With jury selection out of the way, I would have a chance to tell the panel just what the People planned to prove — a conspiracy involving Henry, the defendant, and another cop to “hit” a known drug location, steal the drugs and money, and divide the proceeds of the crime. I told the jury that they would hear the testimony of a corrupt cop who had agreed to cooperate, and that, most importantly, they would hear “with your own ears” the money being split after the hit — where no drugs were found. This was the core of my case.

Barry underscored the weakness of my position — the ambivalent taped conversation, called a “conspiracy” by the prosecutors, and the failure of the tape to demonstrate that his client had accepted any share of money at all.

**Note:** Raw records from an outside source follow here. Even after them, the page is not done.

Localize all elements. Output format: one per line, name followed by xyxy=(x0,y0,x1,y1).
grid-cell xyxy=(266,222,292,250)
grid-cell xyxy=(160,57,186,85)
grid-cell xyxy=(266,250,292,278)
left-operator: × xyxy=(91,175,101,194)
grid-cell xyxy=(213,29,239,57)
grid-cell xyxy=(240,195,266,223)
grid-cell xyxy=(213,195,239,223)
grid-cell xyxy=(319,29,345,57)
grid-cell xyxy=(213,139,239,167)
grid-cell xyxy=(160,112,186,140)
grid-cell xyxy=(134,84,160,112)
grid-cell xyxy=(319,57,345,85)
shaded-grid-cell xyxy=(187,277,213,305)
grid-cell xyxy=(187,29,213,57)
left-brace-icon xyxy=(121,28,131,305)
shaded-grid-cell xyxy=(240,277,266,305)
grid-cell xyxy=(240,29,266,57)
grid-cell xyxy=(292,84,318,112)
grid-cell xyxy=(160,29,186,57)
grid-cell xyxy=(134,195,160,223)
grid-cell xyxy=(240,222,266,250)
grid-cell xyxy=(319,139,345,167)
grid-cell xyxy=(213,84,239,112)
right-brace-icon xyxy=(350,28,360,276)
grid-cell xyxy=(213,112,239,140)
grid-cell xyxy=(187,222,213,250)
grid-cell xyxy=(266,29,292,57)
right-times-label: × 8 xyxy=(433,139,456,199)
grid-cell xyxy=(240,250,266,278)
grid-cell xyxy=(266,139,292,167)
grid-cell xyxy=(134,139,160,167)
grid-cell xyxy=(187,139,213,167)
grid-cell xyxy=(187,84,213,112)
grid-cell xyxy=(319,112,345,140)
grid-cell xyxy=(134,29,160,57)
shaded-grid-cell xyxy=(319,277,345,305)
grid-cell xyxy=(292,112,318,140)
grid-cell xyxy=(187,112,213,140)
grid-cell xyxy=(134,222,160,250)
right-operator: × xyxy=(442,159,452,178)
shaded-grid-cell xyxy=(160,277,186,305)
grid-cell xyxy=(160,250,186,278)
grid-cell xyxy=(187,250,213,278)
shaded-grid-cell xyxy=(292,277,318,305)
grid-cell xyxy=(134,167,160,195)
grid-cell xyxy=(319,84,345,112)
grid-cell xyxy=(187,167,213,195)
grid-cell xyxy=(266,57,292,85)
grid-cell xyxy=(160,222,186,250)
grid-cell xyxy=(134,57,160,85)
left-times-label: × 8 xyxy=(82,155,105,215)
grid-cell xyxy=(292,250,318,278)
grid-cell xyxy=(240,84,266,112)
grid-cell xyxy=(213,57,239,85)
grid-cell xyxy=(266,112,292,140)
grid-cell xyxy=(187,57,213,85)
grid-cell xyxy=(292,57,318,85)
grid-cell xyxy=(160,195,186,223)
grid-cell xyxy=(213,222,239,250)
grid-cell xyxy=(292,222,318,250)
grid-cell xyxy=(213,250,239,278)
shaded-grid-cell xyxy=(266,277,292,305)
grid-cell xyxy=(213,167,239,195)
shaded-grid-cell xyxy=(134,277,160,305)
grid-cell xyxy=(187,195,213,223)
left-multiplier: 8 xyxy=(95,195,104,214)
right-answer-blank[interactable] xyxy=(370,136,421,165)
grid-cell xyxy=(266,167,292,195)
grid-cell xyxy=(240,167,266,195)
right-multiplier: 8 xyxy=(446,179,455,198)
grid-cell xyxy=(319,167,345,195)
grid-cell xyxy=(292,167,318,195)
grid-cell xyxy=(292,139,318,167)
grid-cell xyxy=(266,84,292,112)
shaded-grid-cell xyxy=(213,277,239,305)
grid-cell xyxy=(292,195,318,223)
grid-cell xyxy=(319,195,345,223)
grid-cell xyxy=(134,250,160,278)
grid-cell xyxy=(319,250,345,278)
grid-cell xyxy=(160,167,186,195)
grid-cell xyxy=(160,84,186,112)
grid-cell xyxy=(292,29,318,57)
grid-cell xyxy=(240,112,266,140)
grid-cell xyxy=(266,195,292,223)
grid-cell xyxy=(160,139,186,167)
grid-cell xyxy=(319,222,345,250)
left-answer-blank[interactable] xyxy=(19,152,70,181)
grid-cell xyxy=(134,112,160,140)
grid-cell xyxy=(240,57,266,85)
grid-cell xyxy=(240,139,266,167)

No one wins a case during opening arguments. But the stage is set and the jury is given a road map of where it will be going. We all agree that the burden of proof is on the prosecutor to prove each and every element of the crime beyond a reasonable doubt — a heavy burden indeed.

After openings, I began with an Internal Affairs witness who could tell the jury that he met with Henry Winter on the day of the crime, provided him with a fresh tape, and put the appropriate “header” on it — identifying himself and Henry, as well as date, time, and place. Also that soon thereafter, he retrieved the tape from Henry, and that the money was taken from the location. He testified that he vouchered both tape and money and had brought the very same tape and money to court today to be introduced into evidence as People’s exhibits.